Today, we go to the market. I sail past vendors, haggle prices, navigate through the flies and still have time to write the world’s longest blog. We see a crowd of people yelling and then I noticed raised fists. As I get closer, I can see that a circle has formed and a man is being beaten on the side of the road. I ask a well-dressed passing local what is going on. He tells me that the man stole a bicycle. “Oh” I say. Like this happens all the time and keep walking. It’s amazing what changes you can get used to. A man in the market is yelling that he is George Bush’s brother and Osama Bin Laden’s father and Kennedy’s son (or vice versa). Carly stops and he latches onto her. She smiles and says “oh yeah, that right. Hmm”. He is screaming in the market. No one even looks. He’s condemning America, and then praising America. He tells us to beware of terrorists. One eye never looks at us. As we walk away, I say “wow, his family dinners must be exciting” Carly laughs. Just another day.

I am always thinking out here. Thinking about what I am seeing, how I feel, what the air smells like, history, philosophy. How did Tanzania get this way? What kind of alternate dimension is this, where an entire continent can be left behind? What is the solution for Africa? What do we do? When I first decided to come here, I had these great visions of heroism. Riding in on my white Mzungu horse and buying clothes and meals for street kids, working for nothing, dedicating myself to service. I now see the reality of the situation. It’s too big for me. If you give anyone here anything, someone takes it away. If you feed a street kid, you cause a war with the other 50 street kids trolling for food. If you clean one baby, you need to clean them all. It’s like if you find a group of homeless men back home, happy, chatting and give one of them 100 dollars. Just play that scene out in your head and then multiply it by seven thousand. That is Africa. What do you do?

I stand here, on this dirt road filled with smiling faces and handshakes and curious children and I see now that money really is the root of all evil. Giving things without balance causes anger and destruction. I understand the benefit of NGOs. I understand why I am here. I don’t understand what I am supposed to do next. If this is the jumping off point in my humanitarian crusade of a career, what is the next logical step? A place like this can make your head spin with questions. I don’t have any answers.
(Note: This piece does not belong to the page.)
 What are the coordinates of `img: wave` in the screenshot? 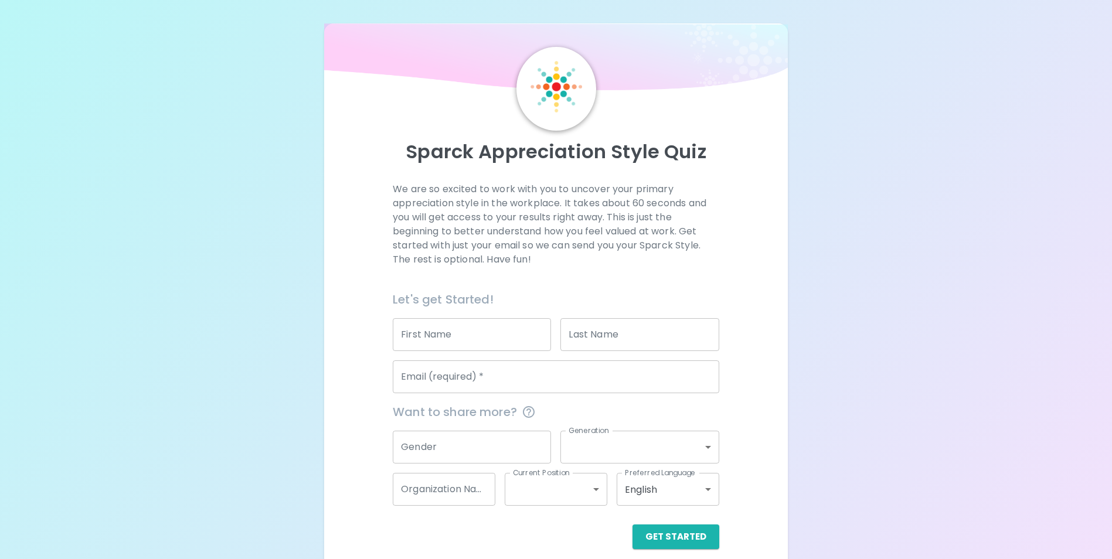 It's located at (555, 60).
Do we build hospitals? Or roads? Or schools? Or focus on social service? It’s like, there are so many things needed here, what is the natural progression? How do you bring a place like this up to speed? This has really pricked my ears to economic philosophy and history. The answers are here somewhere. I am so intrigued by the questions that have come out of this experience. I think that I have a lot of reading to do when I get home. I have a lot of people to talk to and a lot of schooling to complete.

I am off to “The Stanley” where you have to order your food at least an hour before you plan to show up to eat it, because it’s so slow. That’s how things are here. No one has any reason to hurry. They just stroll along and enjoy the present. I know that I will come home, back to my life of having everything and needing nothing and the smell of textbooks and papers and deadlines. I know that I will return a changed person, while everything I left behind remains the same. They say that is the hardest part of coming here. I thought I understood what that meant. I realize now that I didn’t have the first idea of what I would be facing. It’s almost as scary to think about coming home as it was to leave in the first place. I think I’m building character. I really wish I was fixing the world.